Pre GPS i spent a night on the mountain one September. Bowhunting elk one afternoon , by dark I just knew I wasn't gonna find the truck after hours. Instead of wandering around I stayed put. Built a fire in front of a tall steep faced rock, cut some pine boughs to lay on and cover myself with, ate a half cooked /burnt grouse. Stayed up shivering all night in a long sleeve cotton camo shirt. It wasn't glamorous.
Early GPS days similar scenario. Missed a turn off a ridge in the dark and ended up in a hell hole of downfall and alders. The GPS was running me in circles in the timber. Finally gave up on the device and used my head to make it out ...on one of those dark nights you can't see anything.
Last incident was pre GPS too. Went for a spring hike in the Gallatin. Parked on the highway and headed straight up the mountain to wander around. Pea soup fog and raining. At some point I realized I had no idea where I was, it was pointless to continue. All water runs to the Gallatin so I thrashed my way down a creek.
Humbling, but gotta stay calm and think.
 
I got 'lost' in heavy fog just walking thru fields and sage brush once, just last season. I had a mile walk to the field I wanted to hunt and figured the fog would be burned off when I got there, or shortly after, since the sun was starting to peak thru it to the east. Made it to the field, walked a little way in, and waited 10 minutes with no sign of sun peaking, then called it and headed back since I needed to fly my falcon, didnt have all day to do it, and there had been no fog further down valley in the morning as I drove up.

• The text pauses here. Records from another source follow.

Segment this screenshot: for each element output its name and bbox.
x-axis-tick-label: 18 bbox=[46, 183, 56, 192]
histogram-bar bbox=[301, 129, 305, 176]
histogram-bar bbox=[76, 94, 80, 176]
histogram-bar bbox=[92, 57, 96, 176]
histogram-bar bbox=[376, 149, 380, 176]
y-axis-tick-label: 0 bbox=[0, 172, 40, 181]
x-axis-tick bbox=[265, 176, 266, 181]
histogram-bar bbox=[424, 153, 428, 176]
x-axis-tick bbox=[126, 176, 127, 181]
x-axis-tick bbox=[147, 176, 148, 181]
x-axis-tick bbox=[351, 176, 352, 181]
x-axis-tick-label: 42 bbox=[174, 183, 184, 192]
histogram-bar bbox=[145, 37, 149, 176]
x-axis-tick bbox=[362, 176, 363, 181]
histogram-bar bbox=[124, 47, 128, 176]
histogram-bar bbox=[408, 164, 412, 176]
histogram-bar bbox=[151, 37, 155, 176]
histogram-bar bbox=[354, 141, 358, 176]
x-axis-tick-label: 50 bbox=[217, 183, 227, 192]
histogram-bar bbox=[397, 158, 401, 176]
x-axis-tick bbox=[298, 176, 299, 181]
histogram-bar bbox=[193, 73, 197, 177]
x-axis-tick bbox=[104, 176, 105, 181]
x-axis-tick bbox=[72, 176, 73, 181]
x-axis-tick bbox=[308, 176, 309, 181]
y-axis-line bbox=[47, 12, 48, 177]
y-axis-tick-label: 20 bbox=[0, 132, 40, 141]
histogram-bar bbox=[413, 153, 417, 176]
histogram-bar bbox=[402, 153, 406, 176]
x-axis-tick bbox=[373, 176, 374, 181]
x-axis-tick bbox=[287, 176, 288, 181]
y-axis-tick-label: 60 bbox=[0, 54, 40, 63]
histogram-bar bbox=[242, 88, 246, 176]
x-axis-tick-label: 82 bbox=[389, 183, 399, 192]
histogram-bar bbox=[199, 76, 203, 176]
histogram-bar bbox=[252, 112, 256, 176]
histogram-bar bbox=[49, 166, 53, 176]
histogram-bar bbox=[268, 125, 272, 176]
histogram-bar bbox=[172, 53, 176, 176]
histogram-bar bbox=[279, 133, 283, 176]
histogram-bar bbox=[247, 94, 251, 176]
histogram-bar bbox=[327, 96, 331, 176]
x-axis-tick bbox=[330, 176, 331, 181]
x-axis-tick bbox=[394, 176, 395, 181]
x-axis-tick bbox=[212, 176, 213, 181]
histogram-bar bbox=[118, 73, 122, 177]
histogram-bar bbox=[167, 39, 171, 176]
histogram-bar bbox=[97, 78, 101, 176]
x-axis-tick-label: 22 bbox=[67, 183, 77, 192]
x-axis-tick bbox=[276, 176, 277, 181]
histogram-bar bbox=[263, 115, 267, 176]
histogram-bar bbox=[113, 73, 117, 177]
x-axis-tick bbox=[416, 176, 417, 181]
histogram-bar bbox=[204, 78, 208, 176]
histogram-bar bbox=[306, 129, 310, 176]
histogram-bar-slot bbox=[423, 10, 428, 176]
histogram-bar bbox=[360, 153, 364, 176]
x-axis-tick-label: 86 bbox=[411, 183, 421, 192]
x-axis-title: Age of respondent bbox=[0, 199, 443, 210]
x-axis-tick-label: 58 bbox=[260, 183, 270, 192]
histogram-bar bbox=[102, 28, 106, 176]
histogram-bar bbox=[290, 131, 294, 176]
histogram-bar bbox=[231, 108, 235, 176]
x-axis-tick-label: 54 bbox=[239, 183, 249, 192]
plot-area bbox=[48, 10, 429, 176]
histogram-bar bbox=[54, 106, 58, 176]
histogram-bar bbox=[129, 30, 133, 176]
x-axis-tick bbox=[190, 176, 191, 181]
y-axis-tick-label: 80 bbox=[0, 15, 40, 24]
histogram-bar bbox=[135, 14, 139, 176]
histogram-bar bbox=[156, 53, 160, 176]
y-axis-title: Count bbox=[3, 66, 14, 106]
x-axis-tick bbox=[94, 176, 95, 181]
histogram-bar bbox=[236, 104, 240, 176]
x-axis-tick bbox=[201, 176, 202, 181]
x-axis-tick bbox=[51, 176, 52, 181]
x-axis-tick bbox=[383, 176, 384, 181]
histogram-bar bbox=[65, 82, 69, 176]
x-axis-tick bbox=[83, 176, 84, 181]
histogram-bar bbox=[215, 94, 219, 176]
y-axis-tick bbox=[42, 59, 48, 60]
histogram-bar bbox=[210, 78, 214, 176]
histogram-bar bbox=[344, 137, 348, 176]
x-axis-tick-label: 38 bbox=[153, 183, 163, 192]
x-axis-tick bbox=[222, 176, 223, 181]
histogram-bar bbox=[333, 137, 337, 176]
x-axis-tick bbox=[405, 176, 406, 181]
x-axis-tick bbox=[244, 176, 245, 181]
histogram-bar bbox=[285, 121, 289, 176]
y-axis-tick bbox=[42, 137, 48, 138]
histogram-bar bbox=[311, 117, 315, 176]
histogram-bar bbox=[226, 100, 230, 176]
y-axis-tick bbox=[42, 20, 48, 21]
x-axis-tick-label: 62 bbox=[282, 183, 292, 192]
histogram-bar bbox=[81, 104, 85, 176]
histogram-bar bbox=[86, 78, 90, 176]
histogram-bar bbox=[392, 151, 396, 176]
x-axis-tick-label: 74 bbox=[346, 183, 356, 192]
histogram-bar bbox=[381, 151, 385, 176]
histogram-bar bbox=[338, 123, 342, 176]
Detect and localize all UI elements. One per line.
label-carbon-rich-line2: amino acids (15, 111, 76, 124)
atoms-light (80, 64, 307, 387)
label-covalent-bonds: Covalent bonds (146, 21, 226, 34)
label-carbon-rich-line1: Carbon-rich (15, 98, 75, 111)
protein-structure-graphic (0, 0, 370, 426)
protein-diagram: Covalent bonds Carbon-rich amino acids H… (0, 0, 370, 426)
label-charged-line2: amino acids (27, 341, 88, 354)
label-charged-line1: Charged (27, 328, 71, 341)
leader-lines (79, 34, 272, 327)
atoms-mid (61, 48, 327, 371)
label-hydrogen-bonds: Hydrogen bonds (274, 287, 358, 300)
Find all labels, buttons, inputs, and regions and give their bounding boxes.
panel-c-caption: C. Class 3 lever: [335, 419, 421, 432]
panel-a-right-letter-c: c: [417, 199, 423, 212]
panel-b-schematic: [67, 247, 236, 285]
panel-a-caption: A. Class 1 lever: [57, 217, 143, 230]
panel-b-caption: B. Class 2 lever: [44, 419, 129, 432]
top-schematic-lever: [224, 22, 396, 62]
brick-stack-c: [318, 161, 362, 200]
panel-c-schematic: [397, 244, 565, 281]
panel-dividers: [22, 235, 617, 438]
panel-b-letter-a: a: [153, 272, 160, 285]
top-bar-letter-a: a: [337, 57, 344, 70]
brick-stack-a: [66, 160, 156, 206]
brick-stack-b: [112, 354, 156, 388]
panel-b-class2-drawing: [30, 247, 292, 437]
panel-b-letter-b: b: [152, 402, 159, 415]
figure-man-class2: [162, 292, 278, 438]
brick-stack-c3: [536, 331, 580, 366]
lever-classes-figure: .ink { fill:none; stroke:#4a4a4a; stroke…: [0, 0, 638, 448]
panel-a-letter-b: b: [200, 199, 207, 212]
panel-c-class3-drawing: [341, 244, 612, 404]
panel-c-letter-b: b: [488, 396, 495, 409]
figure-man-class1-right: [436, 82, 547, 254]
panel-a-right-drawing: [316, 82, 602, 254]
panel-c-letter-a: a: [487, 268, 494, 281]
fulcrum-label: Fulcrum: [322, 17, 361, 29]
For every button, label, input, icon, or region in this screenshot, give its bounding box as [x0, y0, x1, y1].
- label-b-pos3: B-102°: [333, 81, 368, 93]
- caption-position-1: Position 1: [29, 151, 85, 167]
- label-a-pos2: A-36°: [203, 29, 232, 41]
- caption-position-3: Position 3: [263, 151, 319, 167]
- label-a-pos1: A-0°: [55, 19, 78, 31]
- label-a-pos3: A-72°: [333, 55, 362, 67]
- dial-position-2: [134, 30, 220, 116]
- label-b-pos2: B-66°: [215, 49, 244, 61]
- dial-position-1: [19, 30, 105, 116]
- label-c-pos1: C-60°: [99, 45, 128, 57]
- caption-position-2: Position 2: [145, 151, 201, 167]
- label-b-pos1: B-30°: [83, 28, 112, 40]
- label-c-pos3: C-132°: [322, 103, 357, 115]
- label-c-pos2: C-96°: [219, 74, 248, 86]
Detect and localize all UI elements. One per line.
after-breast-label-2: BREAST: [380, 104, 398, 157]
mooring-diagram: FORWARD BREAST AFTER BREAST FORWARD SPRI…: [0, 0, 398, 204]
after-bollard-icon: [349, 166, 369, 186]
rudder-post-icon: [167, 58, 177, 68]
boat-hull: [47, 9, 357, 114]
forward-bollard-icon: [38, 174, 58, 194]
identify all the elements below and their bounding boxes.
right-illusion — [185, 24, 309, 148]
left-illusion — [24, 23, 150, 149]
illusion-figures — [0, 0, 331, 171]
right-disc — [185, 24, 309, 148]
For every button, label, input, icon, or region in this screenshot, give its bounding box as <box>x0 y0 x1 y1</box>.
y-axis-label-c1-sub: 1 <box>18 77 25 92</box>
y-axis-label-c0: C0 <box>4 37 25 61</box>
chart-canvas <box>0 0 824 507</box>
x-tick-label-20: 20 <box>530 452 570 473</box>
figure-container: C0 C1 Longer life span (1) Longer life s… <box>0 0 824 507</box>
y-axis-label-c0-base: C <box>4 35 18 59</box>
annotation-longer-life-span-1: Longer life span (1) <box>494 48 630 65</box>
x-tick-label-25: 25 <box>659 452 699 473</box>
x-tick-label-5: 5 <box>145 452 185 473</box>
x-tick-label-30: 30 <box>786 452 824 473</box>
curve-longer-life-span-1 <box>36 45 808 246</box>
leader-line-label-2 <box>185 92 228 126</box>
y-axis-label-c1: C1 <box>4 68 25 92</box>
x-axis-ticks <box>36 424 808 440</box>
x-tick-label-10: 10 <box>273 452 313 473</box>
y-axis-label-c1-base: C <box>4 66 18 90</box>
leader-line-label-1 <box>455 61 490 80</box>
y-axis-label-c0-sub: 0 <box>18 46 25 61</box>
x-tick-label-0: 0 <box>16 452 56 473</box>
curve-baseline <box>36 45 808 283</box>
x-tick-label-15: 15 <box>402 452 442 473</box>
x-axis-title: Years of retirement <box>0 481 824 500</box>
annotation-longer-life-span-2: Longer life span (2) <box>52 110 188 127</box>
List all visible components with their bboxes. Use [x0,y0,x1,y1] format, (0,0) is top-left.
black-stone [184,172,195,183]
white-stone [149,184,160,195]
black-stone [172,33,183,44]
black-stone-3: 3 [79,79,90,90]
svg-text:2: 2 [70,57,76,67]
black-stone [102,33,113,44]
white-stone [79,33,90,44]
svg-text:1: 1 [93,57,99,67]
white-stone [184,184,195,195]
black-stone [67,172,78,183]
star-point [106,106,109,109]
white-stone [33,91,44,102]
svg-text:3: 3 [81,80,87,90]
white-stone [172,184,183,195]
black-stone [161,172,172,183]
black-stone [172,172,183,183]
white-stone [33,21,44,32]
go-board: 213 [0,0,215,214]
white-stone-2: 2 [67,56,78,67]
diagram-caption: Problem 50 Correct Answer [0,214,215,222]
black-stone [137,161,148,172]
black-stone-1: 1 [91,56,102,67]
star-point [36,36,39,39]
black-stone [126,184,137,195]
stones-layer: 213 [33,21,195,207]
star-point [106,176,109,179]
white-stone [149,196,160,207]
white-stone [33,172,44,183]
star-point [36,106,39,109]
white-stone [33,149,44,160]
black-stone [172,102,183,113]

Made my way back to the vehicle, only I was completely turned around and instead of going east went south, crossing a completely different fence and walking a ways into the field before realizing things were looking right. Only then did I look at the dog GPS to see where I was and realize my mistake, that I walked the wrong way and was an additional mile from the vehicle. Really eerie feeling, for sure.

Fog still hadnt burned off by the time I made it back.